Euclid

Little is known about Euclid’s actual life. He was living in Alexandria about 300 B.C.E. based on a passage in Proclus' Commentary on the First Book of Euclid's Elements. Indeed, much of what is known or conjectured is based on what Proclus says. After mentioning two students of Plato, Proclus writes

It is apparent that Proclus had no direct evidence for when Euclid lived, but managed to place him between Plato's students and Archimedes, putting him, very roughly, about 300 B.C.E. Proclus lived about 800 years later, in the fifth century C.E.

There are a few other historical comments about Euclid. The most important being Pappus' (fourth century C.E.) comment that Apollonius (third century B.C.E.) studied "with the students of Euclid at Alexandria."
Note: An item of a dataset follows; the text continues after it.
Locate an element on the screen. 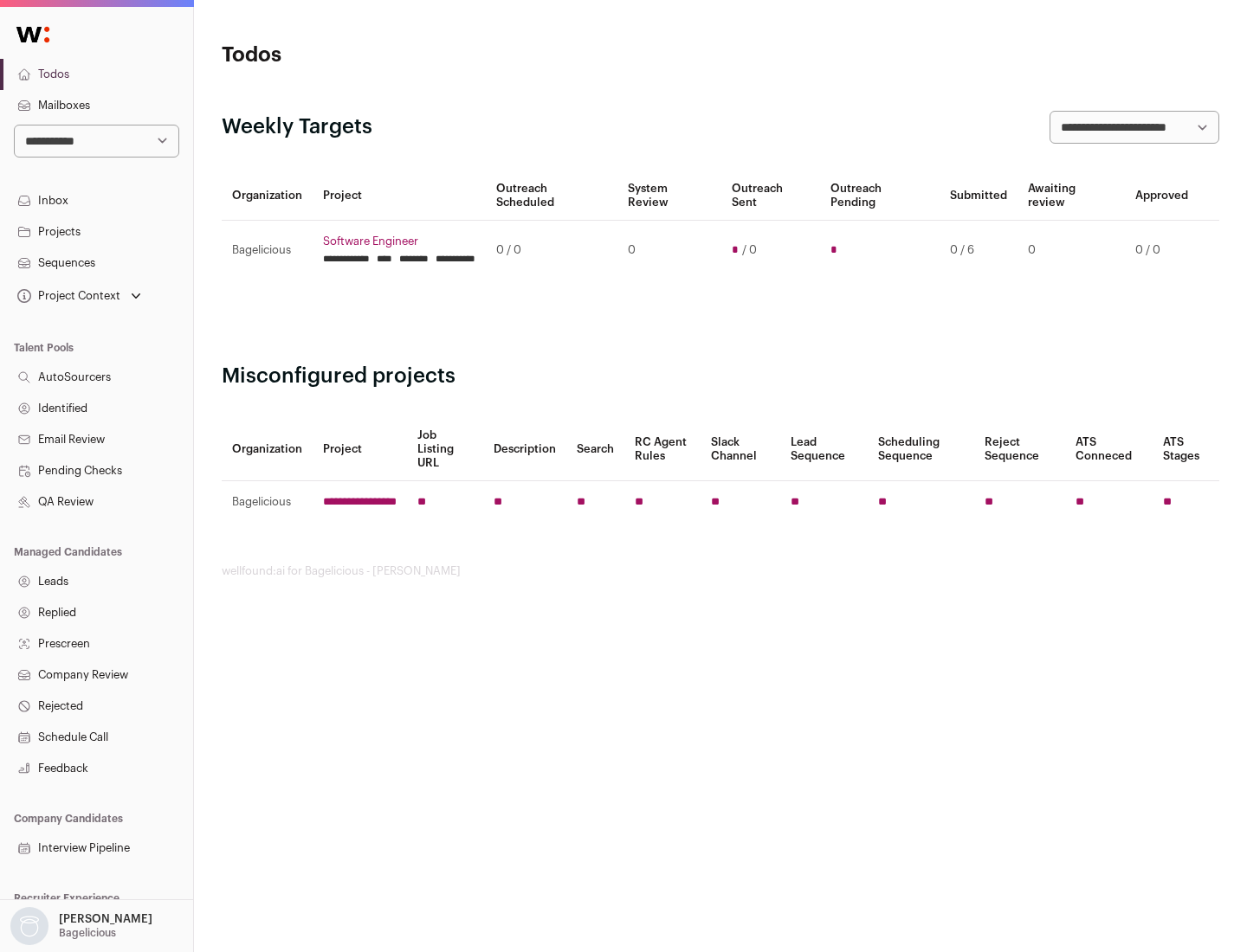  th: Lead Sequence is located at coordinates (824, 449).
Thus, we know almost nothing about Euclid’s life. But we have more of his writings than any other ancient mathematician. Besides the Elements, there are the Data, On Divisions of Figures, the Phaenomena, and the Optics. All are included in the Euclidis opera omnia of Heiberg and Menge (see below) in Greek and translated into Latin. Other translations are listed below. Euclid also wrote other books which no longer exist but were mentioned by later writers. They include Surface Loci, Porisms, Conics, and the Pseudaria (that is, the Book of Fallacies).